I called PAN AM that very afternoon. My encounter with Jose was the greatest single day in my life as a journalist. He found me so eager an interviewer that he spent the entire day filling in the details of his strangely meteoric career. At supper time he made me a present of two slabs from” his favorite tree”, whose roots provided mosquitoes pools of water in which to breed, thereby preserving naturally all the more his threatened rain forests. It was a puzzle to explain my strange load of timber to the stewardesses on the flight home. (And visitors to my Louie Kahn home in Philly are always puzzled by its honorific position!) But my $2000 fee made perfect sense to my children who wondered where I had been!

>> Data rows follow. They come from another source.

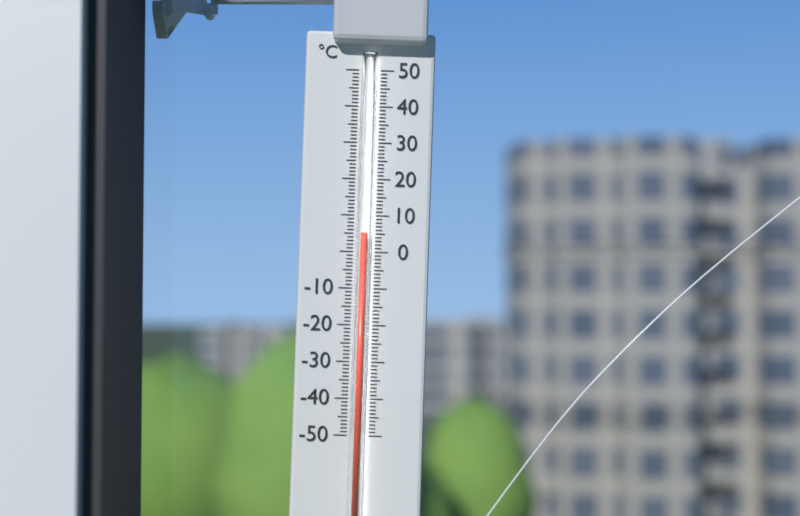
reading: 5 °C
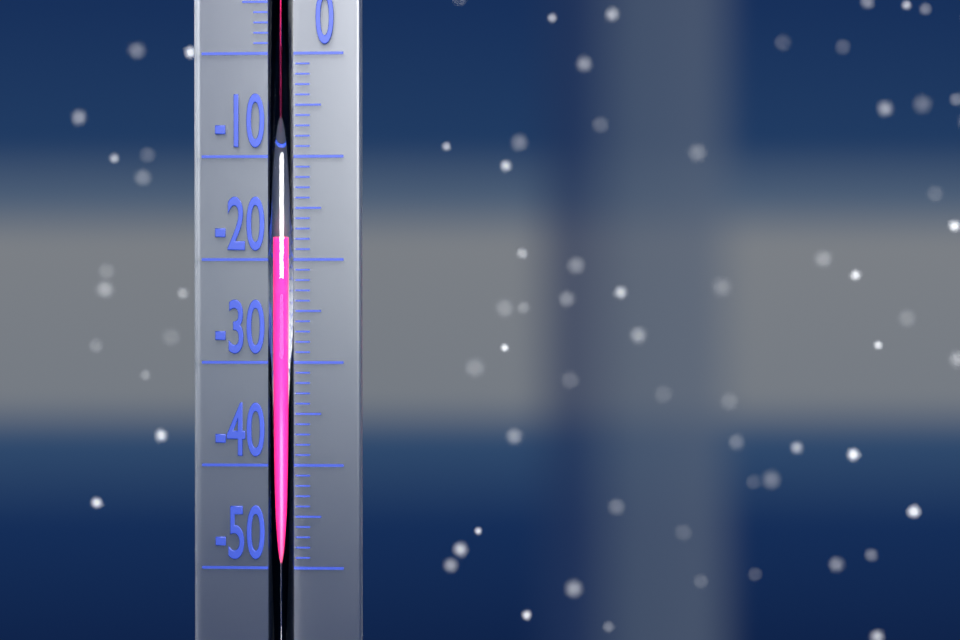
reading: -18 °C
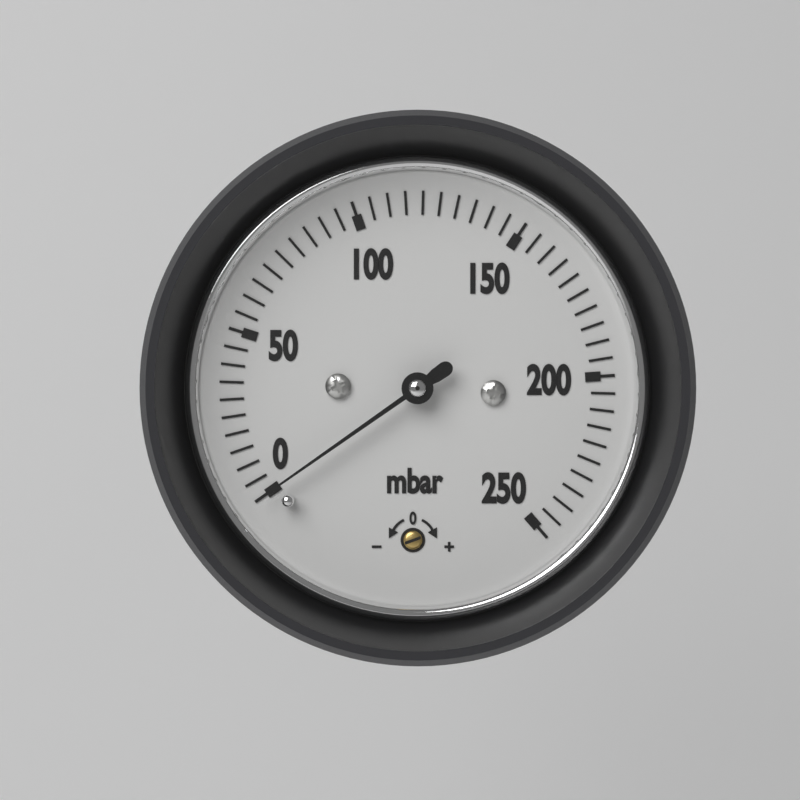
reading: 0 mbar
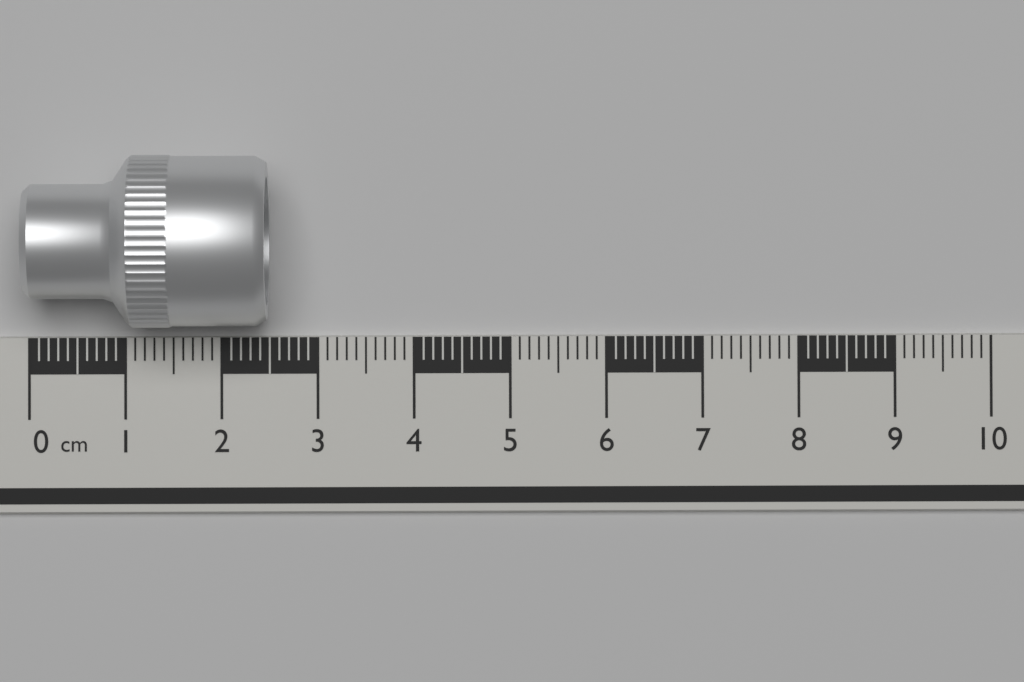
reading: 2.5 cm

Phil also nurtured my Conn trail on Douglas Cardinal, the Metis architect from Red Deer, Alberta, whose Museum of Canadian Civilization in Hull, opposite Moshe Safdie’s National Gallery of Art in Ottawa, clocked a million visitors in its first decade, making it the most visited building in Canada, he told me proudly at lunch there ten years after we had opened its premiere together. The University of British Columbia had flunked him at the end of his freshman year as being unsuitable for “the profession”. But he perfected his independence at the U of Texas where he worked nights for an architect for tuition money.

And when Prime Minister Pierre “Multi Culti” Trudeau delightedly discovered this unsung Indian architect, he gave him the greatest assignment in the history of Canadian architecture—and warned him against boreocrats. He as well as Zanine remain among the greatest underknown architects of our time. Douglas loved the title I gave my essay on his breakthrough St. Mary’s church in Red Dear: “The Ronchamps of the Prairie.” That earned me a whole day with him there in the new museum, explaining what he was up to: Phil loved my discovering such “nonentities”. And I discovered early on in my new career as a cultural reporter that there were more satisfying things than being a full professor with tenure.

Fifteen minutes of palaver with a Titan!